"Beware of the Leopard!": When vital information is hidden in obscure locations, esp. when the people who require that information are blamed when they can't find it.
From Douglas Adams:
Exempli gratia, from a discussion on FurryMUCK:
Leonard proposed The Rules Lawyer's Maxim: Where there is no Text, there is an Argument.
normanrafferty countered with Rafferty's Extension to the Rules Lawyer's Maxim: Stopping at the end of the line and not cross-referencing is NOT a lack of text.
Your Obedient Serpent responded with
athelind's Commentary on Rafferty's Extension to the Rules Lawyer's Maxim: If you can't FIND the rule, you don't HAVE the rule. Lack of cross-referencing IS a lack of text.
The Beware of the Leopard school of game design scatters vital rules for important situations -- say, combat -- all over the rulebook, with neither repetition for emphasis nor cross-reference. If important rules appear in the Index, you will only be able to find them if you know in advance what specific game-jargon term the system uses -- and that term will only be used in the Index and in the single obscure entry that's a footnote to a seldom-used table in the back of the book.
This is in no way a reference to actual leopards.
From Douglas Adams:
"But Mr. Dent, the plans have been available in the local planning office for the last nine months."
"Oh yes, well, as soon as I heard I went straight round to see them, yesterday afternoon. You hadn't exactly gone out of your way to call attention to them, had you? I mean, like actually telling anybody or anything."
"But the plans were on display ..."
"On display? I eventually had to go down to the cellar to find them."
"That's the display department."
"With a torch."
"Ah, well, the lights had probably gone."
"So had the stairs."
"But look, you found the notice, didn't you?"
"Yes," said Arthur, "yes I did. It was on display in the bottom of a locked filing cabinet stuck in a disused lavatory with a sign on the door saying 'Beware of the Leopard'."
Exempli gratia, from a discussion on FurryMUCK:
Leonard proposed The Rules Lawyer's Maxim: Where there is no Text, there is an Argument.
Your Obedient Serpent responded with
The Beware of the Leopard school of game design scatters vital rules for important situations -- say, combat -- all over the rulebook, with neither repetition for emphasis nor cross-reference. If important rules appear in the Index, you will only be able to find them if you know in advance what specific game-jargon term the system uses -- and that term will only be used in the Index and in the single obscure entry that's a footnote to a seldom-used table in the back of the book.
This is in no way a reference to actual leopards.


Work instruction:
For each line in the data below that has the word "Total", copy that line.

--- Supplied data ---

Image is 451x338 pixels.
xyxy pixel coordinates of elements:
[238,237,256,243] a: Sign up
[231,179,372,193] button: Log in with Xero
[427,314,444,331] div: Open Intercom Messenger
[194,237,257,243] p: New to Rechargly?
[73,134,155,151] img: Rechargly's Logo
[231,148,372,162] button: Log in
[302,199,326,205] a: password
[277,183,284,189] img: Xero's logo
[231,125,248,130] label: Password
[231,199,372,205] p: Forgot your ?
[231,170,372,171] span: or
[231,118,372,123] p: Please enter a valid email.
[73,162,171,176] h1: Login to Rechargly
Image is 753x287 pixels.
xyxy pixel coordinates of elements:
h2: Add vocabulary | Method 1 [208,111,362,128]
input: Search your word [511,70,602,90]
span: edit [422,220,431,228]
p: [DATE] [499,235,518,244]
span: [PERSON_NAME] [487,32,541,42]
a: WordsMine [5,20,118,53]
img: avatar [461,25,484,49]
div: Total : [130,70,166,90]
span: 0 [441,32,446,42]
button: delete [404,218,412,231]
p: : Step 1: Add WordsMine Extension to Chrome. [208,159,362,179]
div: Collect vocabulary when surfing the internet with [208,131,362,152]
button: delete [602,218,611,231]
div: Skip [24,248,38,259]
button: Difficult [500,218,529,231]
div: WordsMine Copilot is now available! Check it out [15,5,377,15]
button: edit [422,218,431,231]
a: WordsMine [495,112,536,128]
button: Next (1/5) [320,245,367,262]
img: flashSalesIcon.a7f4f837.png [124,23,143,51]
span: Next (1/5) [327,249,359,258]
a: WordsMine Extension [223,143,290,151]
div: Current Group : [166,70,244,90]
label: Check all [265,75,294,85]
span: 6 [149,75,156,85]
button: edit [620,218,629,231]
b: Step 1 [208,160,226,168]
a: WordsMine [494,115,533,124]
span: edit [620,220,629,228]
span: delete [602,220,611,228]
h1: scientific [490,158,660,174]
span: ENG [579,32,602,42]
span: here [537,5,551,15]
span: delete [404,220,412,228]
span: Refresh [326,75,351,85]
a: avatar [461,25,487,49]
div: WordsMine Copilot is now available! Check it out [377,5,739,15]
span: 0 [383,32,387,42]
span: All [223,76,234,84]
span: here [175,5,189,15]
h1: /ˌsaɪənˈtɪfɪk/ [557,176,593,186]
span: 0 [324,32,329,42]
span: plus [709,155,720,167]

---
--- Supplied data ---

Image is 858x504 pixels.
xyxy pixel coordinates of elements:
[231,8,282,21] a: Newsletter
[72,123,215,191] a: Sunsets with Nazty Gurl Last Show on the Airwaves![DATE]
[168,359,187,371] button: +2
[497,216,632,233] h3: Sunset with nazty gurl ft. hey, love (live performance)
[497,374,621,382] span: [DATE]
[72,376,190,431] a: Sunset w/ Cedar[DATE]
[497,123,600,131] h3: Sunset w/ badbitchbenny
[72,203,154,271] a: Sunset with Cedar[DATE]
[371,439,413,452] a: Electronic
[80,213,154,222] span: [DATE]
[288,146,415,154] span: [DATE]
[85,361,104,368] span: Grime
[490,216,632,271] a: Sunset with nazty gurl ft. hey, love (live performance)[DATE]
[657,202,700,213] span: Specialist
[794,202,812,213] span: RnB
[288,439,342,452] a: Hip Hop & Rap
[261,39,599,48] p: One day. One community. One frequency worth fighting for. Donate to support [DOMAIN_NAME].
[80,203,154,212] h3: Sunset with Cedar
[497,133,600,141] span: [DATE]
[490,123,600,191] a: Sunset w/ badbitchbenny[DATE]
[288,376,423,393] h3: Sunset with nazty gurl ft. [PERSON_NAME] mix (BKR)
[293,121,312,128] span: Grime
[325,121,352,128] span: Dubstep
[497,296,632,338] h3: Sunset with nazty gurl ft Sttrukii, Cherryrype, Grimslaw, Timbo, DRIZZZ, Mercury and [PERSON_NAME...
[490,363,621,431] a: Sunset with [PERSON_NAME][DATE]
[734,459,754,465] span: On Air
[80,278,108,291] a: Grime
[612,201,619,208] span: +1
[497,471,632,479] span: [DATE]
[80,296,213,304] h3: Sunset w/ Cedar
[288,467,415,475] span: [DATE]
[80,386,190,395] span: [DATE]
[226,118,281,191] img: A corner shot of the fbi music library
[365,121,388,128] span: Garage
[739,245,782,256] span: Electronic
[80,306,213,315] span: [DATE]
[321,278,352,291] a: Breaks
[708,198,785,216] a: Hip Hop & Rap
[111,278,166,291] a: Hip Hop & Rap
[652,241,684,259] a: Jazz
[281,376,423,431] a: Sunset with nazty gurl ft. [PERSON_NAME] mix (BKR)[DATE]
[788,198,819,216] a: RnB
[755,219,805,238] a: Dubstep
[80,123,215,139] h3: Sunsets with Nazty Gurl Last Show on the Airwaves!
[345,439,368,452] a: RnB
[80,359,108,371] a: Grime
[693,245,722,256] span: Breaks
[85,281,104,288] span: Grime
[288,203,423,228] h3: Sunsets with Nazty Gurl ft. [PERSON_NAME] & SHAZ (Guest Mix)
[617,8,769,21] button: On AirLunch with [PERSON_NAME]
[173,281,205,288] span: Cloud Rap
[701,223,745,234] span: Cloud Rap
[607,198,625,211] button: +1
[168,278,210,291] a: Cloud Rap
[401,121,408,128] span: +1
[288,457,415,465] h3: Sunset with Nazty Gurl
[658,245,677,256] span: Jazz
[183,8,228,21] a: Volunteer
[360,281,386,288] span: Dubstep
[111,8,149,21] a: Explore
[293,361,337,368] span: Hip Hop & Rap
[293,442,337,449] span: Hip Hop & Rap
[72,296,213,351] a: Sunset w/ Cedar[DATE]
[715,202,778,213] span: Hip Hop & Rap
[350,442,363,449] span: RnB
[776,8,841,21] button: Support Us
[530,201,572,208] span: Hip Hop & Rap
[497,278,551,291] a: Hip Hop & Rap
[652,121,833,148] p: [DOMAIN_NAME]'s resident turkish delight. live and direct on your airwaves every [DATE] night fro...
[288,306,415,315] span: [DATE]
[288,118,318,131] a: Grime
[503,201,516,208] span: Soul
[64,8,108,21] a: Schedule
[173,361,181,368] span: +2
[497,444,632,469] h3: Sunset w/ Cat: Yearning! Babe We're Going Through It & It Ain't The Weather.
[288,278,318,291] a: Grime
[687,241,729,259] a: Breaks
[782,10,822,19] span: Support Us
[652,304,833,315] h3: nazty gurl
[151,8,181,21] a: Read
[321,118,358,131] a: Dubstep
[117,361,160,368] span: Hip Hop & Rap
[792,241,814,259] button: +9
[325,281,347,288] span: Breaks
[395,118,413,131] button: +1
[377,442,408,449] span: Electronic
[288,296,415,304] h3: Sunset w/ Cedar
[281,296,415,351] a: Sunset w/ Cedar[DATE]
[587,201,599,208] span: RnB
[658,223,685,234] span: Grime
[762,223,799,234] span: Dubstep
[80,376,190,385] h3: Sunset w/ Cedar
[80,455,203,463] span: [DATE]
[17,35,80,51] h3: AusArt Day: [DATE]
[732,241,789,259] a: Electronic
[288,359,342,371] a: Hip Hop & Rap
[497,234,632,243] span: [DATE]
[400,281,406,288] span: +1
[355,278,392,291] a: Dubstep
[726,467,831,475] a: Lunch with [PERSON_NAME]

---
--- Supplied data ---

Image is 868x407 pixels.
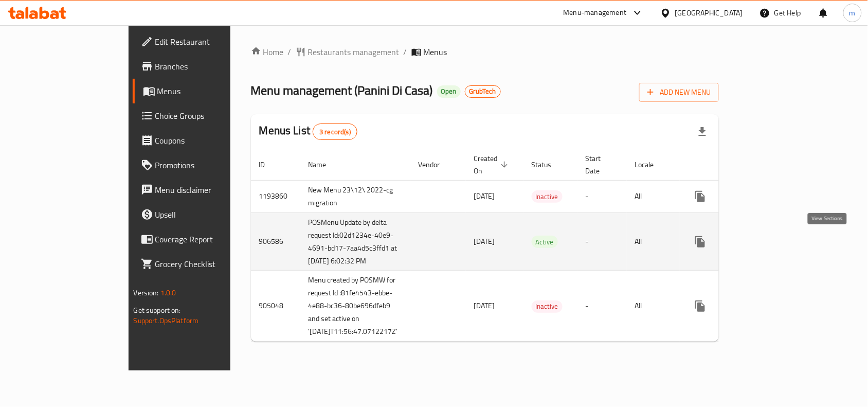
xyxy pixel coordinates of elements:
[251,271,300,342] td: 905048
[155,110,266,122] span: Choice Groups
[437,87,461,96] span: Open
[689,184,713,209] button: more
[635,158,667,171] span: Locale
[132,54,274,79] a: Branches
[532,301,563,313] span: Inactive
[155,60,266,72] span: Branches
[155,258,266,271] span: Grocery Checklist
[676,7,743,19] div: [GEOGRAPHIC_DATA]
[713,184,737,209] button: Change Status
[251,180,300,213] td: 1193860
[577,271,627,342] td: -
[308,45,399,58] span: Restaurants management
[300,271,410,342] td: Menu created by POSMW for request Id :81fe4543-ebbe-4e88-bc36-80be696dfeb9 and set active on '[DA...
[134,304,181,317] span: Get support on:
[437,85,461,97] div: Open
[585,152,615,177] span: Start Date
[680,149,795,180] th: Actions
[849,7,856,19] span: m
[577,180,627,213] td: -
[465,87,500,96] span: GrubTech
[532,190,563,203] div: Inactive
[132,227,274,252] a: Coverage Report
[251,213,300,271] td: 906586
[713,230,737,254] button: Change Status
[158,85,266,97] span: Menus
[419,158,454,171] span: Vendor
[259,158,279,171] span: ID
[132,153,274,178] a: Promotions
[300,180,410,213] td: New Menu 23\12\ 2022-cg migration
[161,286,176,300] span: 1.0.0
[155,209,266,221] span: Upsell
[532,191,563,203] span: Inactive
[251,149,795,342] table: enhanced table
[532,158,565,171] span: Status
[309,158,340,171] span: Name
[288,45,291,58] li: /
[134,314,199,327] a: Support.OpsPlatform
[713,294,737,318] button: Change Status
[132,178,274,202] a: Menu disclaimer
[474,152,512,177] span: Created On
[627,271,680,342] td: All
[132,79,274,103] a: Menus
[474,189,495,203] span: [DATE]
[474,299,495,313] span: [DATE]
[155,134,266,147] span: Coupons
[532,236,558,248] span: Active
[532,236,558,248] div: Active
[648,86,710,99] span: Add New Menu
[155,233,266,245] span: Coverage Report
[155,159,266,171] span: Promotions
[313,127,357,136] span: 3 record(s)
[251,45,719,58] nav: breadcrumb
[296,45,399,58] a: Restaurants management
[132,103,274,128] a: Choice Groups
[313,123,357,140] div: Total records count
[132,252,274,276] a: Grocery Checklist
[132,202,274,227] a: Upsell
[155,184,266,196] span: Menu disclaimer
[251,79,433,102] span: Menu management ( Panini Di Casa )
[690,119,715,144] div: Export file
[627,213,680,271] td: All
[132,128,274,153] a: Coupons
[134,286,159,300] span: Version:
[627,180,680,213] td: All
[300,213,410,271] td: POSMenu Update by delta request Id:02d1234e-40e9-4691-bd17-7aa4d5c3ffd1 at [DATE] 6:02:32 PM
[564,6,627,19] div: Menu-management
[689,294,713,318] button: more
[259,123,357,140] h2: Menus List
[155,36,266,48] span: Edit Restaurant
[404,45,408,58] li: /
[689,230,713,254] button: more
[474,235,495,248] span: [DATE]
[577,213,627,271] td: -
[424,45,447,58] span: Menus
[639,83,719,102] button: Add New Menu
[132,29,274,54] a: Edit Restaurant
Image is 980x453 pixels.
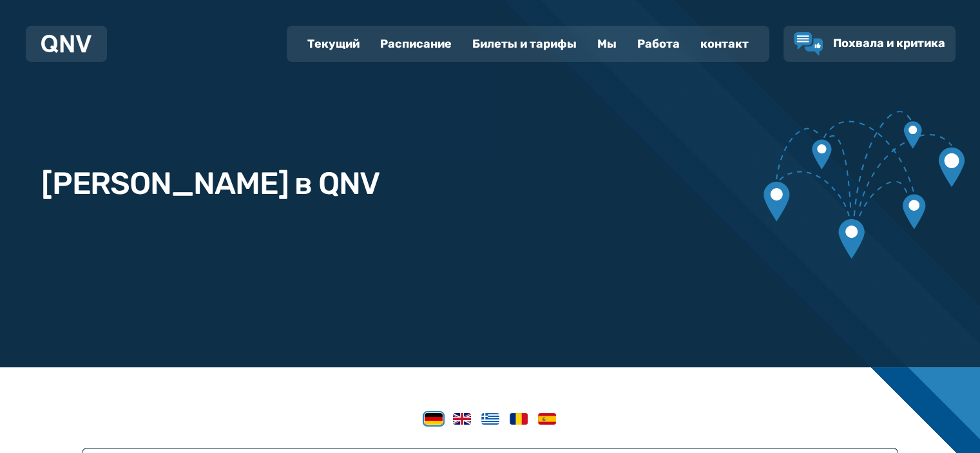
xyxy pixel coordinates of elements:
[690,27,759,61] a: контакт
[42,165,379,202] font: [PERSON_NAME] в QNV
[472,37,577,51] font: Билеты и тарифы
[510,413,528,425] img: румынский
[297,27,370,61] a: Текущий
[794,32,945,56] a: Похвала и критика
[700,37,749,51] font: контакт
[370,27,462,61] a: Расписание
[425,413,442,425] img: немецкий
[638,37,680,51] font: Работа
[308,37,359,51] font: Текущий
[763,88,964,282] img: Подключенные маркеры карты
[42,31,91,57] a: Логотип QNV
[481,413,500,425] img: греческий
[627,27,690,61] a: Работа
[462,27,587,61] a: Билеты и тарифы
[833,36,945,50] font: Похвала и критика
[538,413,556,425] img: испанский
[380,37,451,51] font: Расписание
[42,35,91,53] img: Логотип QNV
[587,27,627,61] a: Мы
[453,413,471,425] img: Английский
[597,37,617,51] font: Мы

---

Answer to the exercise:
div: Total : [130,70,166,90]
[313,123,357,140] div: Total records count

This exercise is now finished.